Glad to see Eric Zimmerman stepping up to keep our neighborhood associations functioning as they should, rather than allowing Civic Life bureaucrats to succeed in yet another effort to silence an important voice for neighborhoods throughout the city.

I’ve never understood the hostility of some at City Hall- elected as well as staff-toward neighborhood associations (remember Eudaly’s efforts to write them out of code?), instead of taking advantage of the many volunteers who know and love their neighborhoods- and are ready, willing, and able to put time and energy into making this a better, more livable city!

Kathryn S.'s avatar

Why does it appear that all of the city administration, mayor's office, all the way down, etc...are against the ordinary citizens of Portland and making our city a safer and more livable city?? Who there stands up for us? The city truly thinks they are right and we are wrong. If only they could pull their heads out of the sand, look around and listen.

JW's avatar

This is why people need to start paying attention and voting wisely!

Allan Classen's avatar

Neighborhood associations don't match class theory social divisions and thus draw citizens away from radical leftist organizations. It's a debate worth having, but when radicals get real power inside government institutions, they tend to use their leverage rather than powers of persuasion.

Idontrollonshobbas's avatar

Well articulated.....thanks.

Paul Douglas's avatar

Not unlike Lenin in 1917.

kass's avatar
May 3Edited

Eudaly was no leftist, just one of those people who took the "class" out of class politics and substituted "identity," making her useful to the real estate interests that really stood behind the effort to de-fang neighborhood associations. Ted Wheeler chose to put her in that position.

From Paul Leistner's paper on the founding of ONI:

"Portland was a very different city in the1960s. The city at that time had a lot of older housing in need of repair, especially in Portland’s older inner neighborhoods. Abbott (1983) writes that professional planners at the time took for granted that these inner neighborhoods were in decline and should be cleared and redeveloped rather than preserved and revitalized...

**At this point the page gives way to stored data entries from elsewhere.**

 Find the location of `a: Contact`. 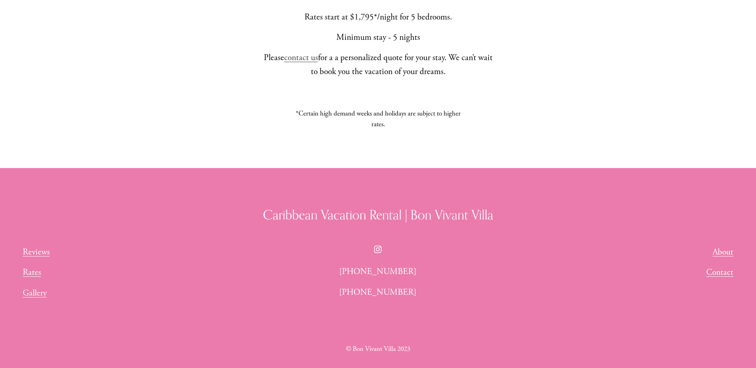

a: Contact is located at coordinates (720, 273).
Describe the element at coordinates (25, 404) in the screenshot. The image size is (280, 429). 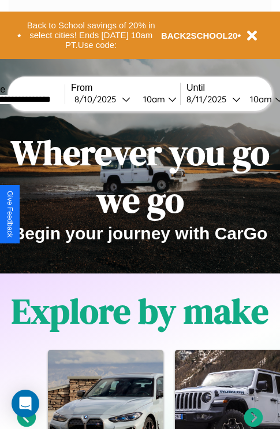
I see `div: Open Intercom Messenger` at that location.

Portland planning underwent startling changes from 1966 to 1972. Abbott credits

the changes to “the emergence of active and often angry neighborhood organizations” that “made local residents the actors rather than the objects in neighborhood decisions.”

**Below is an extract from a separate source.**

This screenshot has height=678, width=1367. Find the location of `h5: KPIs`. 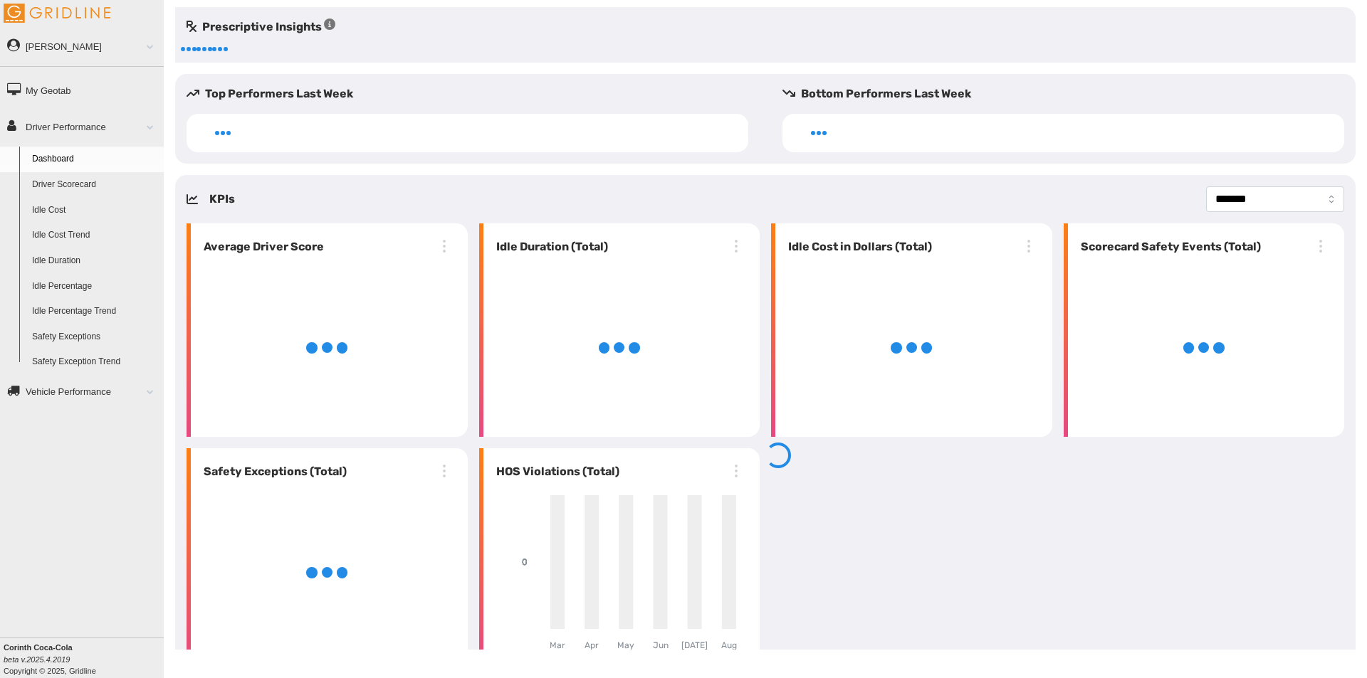

h5: KPIs is located at coordinates (222, 199).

It would be wonderful to see an ONI divorced from Civic Life, placed firmly in City Hall and governed by code (maybe Leistner would be willing to come back.)

M Peters's avatar

Excellent reporting. Thank you.

Juliet Hyams's avatar

Civic Life also made some unilateral decisions during the charter reform transition that dealt another blow to neighborhoods. They did so without any outreach or informing either the Independent Districting Commission or the Government Transition Advisory Committee. The next charter review must evaluate both the circumstances and results of their actions.

Marilyn Zornado's avatar

How does the public attend the District 4 Board Meeting?

Allan Classen's avatar

Thanks for asking. We have updated the story with those details.

Paul Douglas's avatar

Am I to understand that bureaucrats within City Hall took advantage of the previous City Council's naivete in order to insert their ideological agenda into the future relationship between the Neighborhood Associations and the City? If so, certainly their must be a paper trail identifying who the culprits are?

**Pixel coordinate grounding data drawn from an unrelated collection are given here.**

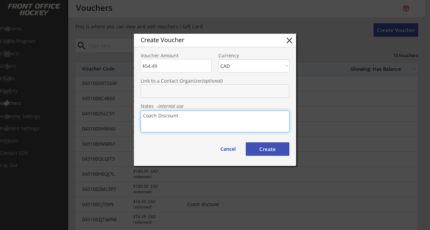 This screenshot has height=230, width=430. What do you see at coordinates (207, 40) in the screenshot?
I see `div: Create Voucher` at bounding box center [207, 40].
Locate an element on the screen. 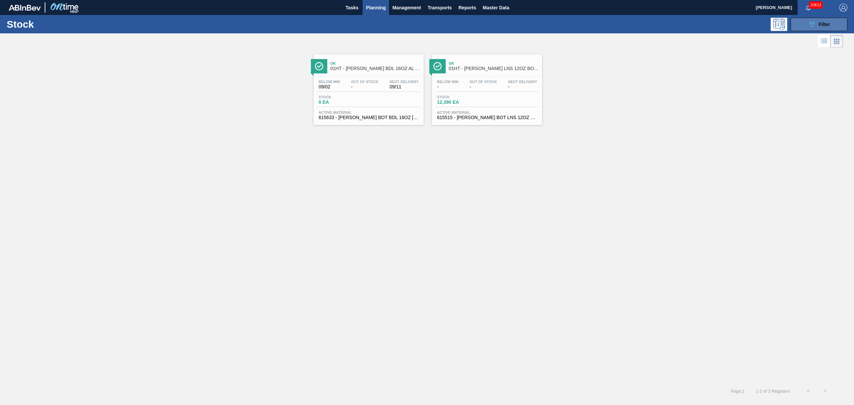 This screenshot has height=405, width=854. span: 12,390 EA is located at coordinates (460, 102).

This sorry episode reinforces my fear that there is a bureaucratic political bias in both the Portland City and Multnomah County Governments that are serving themselves and their own agenda, not the taxpayers.

Talia Giardini's avatar

Thank you Zimmerman!

So the Bureau of Civic Life doesn’t want civic engagement. The irony. It sounds like this was an extension of the Charter Commission’s “new form of government.” They just needed to make a few more tweaks to suppress the voters just a little bit more.

JM Johnson's avatar

It should be obvious to all that the charter reform was too ambitious for the city. Adding so many new seats to the council, restructuring bureaus, adding a city administrator, changing the role of the mayor then adding ranked choice voting was more than Portland could manage. And the timeline was too short. The previous council made a mistake in approving this aggressive agenda when the ongoing homeless issue, crumbling infrastructure, and funding problems called for phasing in reform.

And, by placing a long term bureaucrat in charge of the transition who was nearing retirement meant that no significant decisions would be implemented until after the charter was in effect.

Portland with its band of well meaning but shiny object-obsessed citizenry is now spending more on politicians, is running less effectively, and can’t find funding solutions without adding taxes to buy its way out of the mess.

Richard Cheverton's avatar

I can only write from the perspective of my local neighborhood association...but there's way too much worry-worry going on (as well as dense, bureaucratic procedural slop) on this topic.

My own NA is made up of Very Nice People who have zero clout with anyone who holds a smidgen of power, and who will ruthlessly rule anyone out of order who dares to ask potentially embarrassing questions. I speak here from experience.

Portland loves its "listening" sessions, and its commissions loaded with pre-selected reliables, and its "conversations" with "facilitators" guarding against the slightest whiff of protest--or even aggressive questions. It's play-acting and it stinks.